Vance’s book is a treat for any fan. It’s beautiful, lavishly illustrated, a real coffee table item. As a biography, it’s a little unusual in its extreme concentration on the work: the bulk of it happens between 1920-9, with a chapter each for the films made during this decade. There’s copious information on each production, and very little indeed of what one would usually consider real life. There’s the awkward relationship with Douglas Fairbanks Jr, who made his father jealous by being younger, prettier and also in motion pictures, trading on his name. There’s his brother John’s stroke, apparently caused by the strain of the Robin Hood production. He died a few years later, but neither the stroke nor the death gets more than a passing mention, and an indication that the relatively dark The Gaucho owes some of its mood to the bereavement. Likewise, Fairbanks’ marriage to Mary Pickford is just there, during the glory years, you don’t get a sense of their relationship at all. Then sound happens and it turns out that they don’t have much in common, with all that time on their hands. Although their first joint venture, and Fairbanks’ first sound film, Taming of the Shrew, is another interesting first: the first sound Shakespeare film. But it was not a happy production, and was the beginning of the end of their marriage.

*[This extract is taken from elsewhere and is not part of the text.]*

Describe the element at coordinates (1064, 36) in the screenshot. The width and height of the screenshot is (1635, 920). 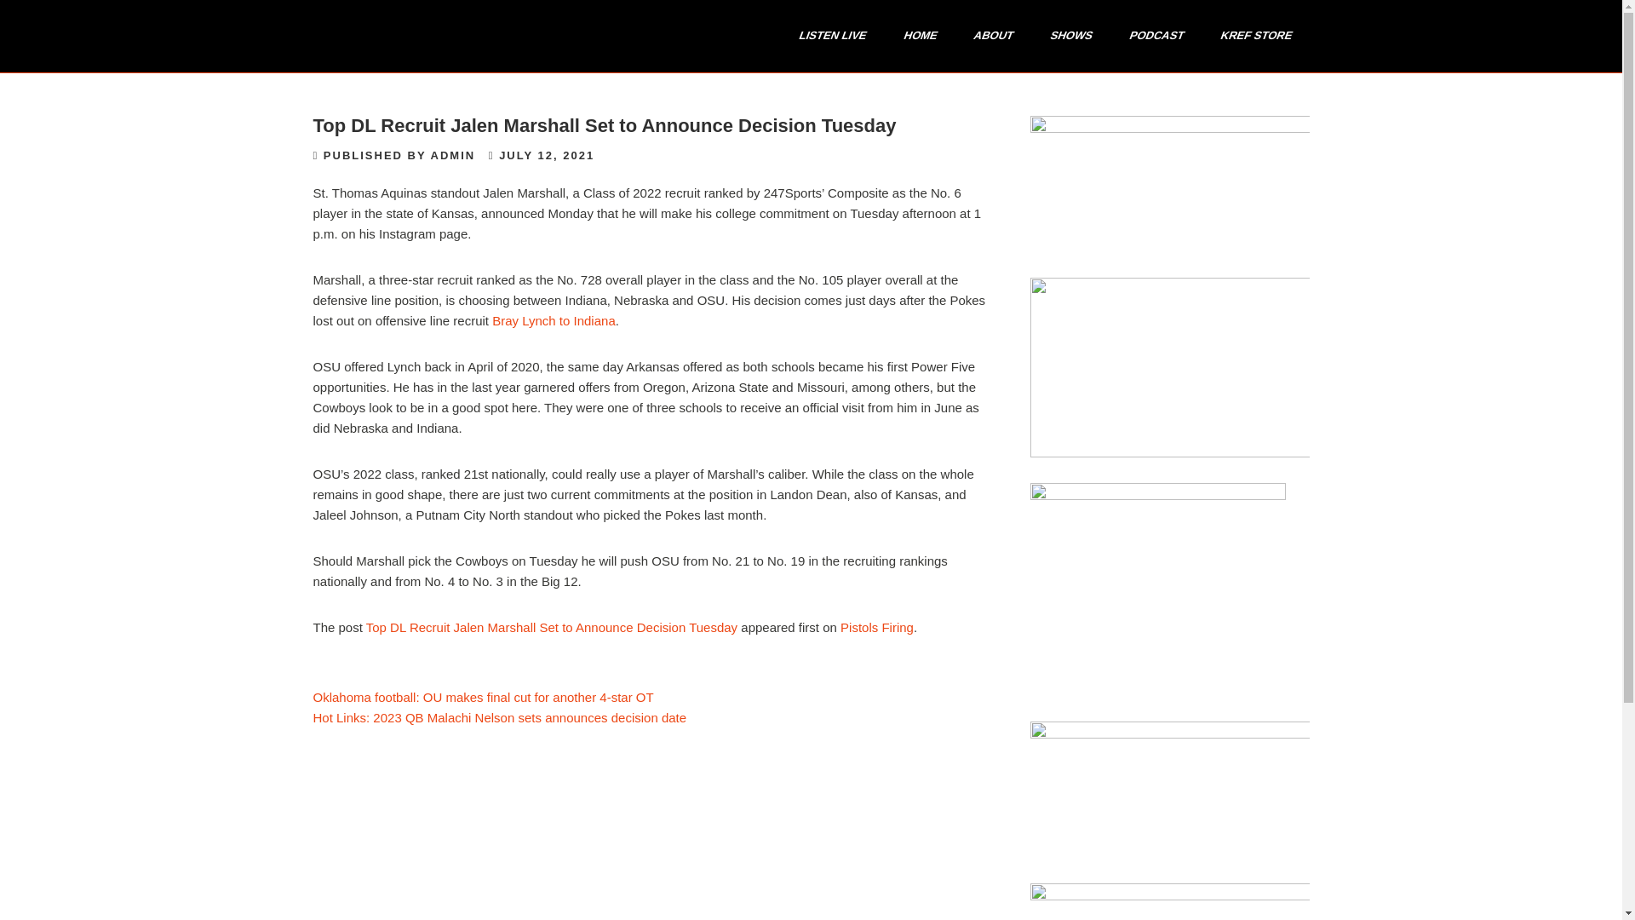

Published jointly by California University and the Academy of Motion Picture Arts and Sciences, of which Fairbanks was the first president, you would expect this biography to lionise, and it does. But it is not uncritical, drawing attention, for example, to holes in the plot of The Gaucho, nearly sabotaging its own argument for the film’s rehabilitation. I can’t shake the sense that there is another story to be told, about the people behind the work, but still, what work it is, and this is a fine critical appreciation. Oh, and about that favourite production value of Fairbanks’:
Between four and five o’clock, he stopped work altogether for a game of his own creation, a combination of tennis and badminton known as ‘Doug’, which enjoyed a brief popularity in the 1920s. (p. 161)____________________
This is the dumbest thing you will ever see.
And this the most swashbuckling (though it’s only the black and white version).